Review: Ria Lina

Ria Lina Brings Fire and Fearless Laughter to Much Wenlock.

A Valentine’s night crowd packed into The Edge Arts Centre on Saturday to welcome back Ria Lina with her latest tour show Riabellion, and she rewarded them with a powerful, precision-tooled routine that proved both thought-provoking and uproariously funny. Clearly delighted that so many chose sharp satire over candlelit dinners, Lina wasted no time in unleashing a relentless stream of invective riddled with punchlines. Her material, which touched knowingly on politics and the state of the world, was pitched perfectly for the appreciative audience, who roared along from the outset.

 

Lina’s brilliance lies in her ability to balance intellectual bite with gloriously human confession. From navigating perimenopause to the domestic arrangement of living with her ex-husband a decade after divorce, nothing was off limits. She skewered the perils of wide age gaps in relationships – even gently interrogating a couple in the audience who admitted to 17 years between them – and delivered a hilarious riff at the expense of a man returning to the theatre from the bathroom mid-show. Yet there was warmth, too: open curiosity about Much Wenlock itself, its historic buildings and the people who fill them, gave the evening a genuine personal touch.

 

The evening was opened by Reb Day, who quickly won over the audience with her sharply observed set about how life at an all-girls’ school and a formative crush on the spider from A Bug’s Life had impacted on her developing sexuality. By the time Ria Lina took to the stage for the main event, the audience was more than ready. Fearless, provocative and delivered at a mile a minute, Riabellion confirmed that Ria Lina is very much in command, and Much Wenlock was more than happy to join the uprising.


* _Activity_
Every line below that holds the string "Menu" should be copied out.

+++

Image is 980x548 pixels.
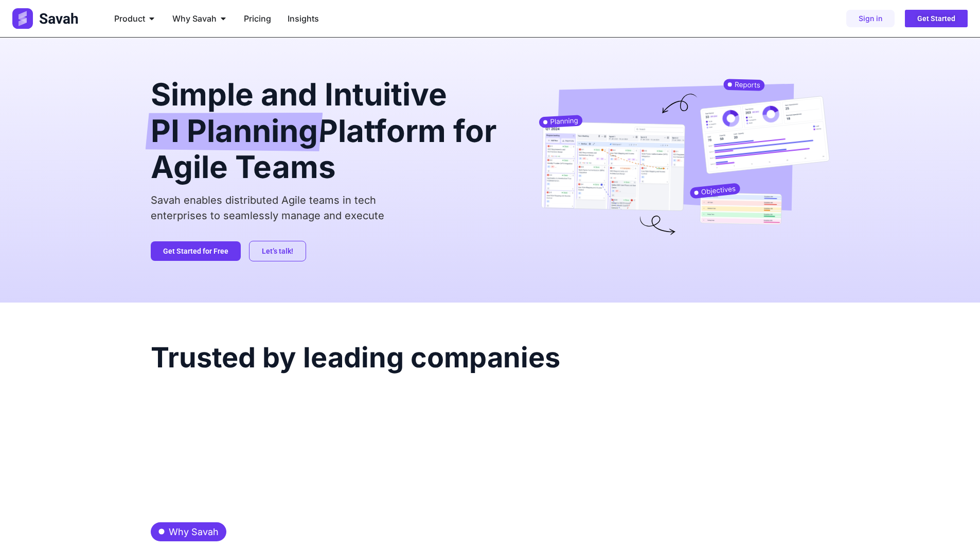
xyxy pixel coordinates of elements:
a: Get Started [905,9,968,28]
a: Let’s talk! [249,241,306,261]
h2: Simple and Intuitive Platform for Agile Teams [151,79,506,182]
span: Get Started [917,15,955,22]
span: Why Savah [166,525,218,539]
span: Get Started for Free [163,248,229,255]
a: Pricing [244,12,271,25]
a: Sign in [846,9,895,28]
span: Why Savah [173,12,217,25]
span: Let’s talk! [262,248,293,255]
span: PI Planning [151,113,318,151]
a: Get Started for Free [151,242,241,261]
nav: Menu [106,9,626,28]
a: Insights [287,12,319,25]
h2: Trusted by leading companies [151,343,830,372]
span: Sign in [858,15,883,22]
p: Savah enables distributed Agile teams in tech enterprises to seamlessly manage and execute [151,192,506,224]
div: Menu Toggle [106,9,626,28]
span: Product [114,12,145,25]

+++

* _Result of this exercise_
nav: Menu [106,9,626,28]
div: Menu Toggle [106,9,626,28]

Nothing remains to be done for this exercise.